----- Task material -----
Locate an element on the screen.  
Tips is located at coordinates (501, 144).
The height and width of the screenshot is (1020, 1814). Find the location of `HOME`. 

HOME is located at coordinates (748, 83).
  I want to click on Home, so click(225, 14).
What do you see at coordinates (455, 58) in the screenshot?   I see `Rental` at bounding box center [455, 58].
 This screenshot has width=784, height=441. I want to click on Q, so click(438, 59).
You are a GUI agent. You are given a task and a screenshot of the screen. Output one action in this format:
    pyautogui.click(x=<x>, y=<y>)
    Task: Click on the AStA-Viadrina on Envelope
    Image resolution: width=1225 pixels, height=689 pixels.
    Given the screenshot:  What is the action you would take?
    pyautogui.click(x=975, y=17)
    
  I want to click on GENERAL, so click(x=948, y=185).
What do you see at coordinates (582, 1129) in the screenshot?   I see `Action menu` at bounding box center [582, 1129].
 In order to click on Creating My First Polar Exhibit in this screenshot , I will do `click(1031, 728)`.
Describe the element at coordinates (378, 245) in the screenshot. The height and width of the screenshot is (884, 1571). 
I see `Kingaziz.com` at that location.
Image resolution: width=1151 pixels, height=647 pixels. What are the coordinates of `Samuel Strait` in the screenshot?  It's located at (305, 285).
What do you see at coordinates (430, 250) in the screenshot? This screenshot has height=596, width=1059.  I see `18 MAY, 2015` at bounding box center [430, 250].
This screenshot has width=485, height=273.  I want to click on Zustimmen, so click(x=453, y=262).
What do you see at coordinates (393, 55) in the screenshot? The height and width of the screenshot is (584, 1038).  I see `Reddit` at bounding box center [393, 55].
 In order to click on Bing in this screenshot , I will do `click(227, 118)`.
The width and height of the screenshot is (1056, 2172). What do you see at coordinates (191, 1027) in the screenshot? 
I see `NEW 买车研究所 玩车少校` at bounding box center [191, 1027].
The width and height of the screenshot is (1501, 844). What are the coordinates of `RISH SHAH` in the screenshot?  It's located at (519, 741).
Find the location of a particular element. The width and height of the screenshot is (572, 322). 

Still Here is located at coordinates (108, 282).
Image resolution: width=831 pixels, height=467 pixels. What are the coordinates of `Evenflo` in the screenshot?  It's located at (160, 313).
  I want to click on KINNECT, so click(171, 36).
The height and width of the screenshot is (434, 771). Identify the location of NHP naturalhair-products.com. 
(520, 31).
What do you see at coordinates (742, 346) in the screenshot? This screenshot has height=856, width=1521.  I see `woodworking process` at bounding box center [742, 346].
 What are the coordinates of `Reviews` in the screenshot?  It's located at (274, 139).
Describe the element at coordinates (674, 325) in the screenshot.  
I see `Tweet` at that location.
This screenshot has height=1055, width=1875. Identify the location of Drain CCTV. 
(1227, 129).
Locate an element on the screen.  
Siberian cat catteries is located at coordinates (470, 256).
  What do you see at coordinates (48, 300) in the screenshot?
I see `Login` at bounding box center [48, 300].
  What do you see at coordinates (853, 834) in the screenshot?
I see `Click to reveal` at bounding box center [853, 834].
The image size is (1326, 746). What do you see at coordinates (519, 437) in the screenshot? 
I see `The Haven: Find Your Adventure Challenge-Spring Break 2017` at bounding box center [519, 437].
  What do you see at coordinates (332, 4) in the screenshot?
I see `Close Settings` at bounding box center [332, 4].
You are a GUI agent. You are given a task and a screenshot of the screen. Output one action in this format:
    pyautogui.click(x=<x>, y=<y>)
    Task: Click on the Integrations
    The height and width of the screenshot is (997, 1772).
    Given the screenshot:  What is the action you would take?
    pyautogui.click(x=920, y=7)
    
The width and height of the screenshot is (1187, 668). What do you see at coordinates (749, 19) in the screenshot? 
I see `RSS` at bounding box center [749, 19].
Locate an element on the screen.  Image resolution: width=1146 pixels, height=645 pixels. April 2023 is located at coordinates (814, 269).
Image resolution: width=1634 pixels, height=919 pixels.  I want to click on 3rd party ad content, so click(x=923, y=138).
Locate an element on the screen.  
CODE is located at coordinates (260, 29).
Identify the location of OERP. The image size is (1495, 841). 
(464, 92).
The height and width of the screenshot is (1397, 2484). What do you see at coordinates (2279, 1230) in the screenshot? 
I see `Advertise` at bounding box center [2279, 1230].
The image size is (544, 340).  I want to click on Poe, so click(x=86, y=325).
-----
- _What you should do_
Extract all lines of the records above that include "will".

- _Response area_
 In order to click on Creating My First Polar Exhibit in this screenshot , I will do `click(1031, 728)`.
 In order to click on Bing in this screenshot , I will do `click(227, 118)`.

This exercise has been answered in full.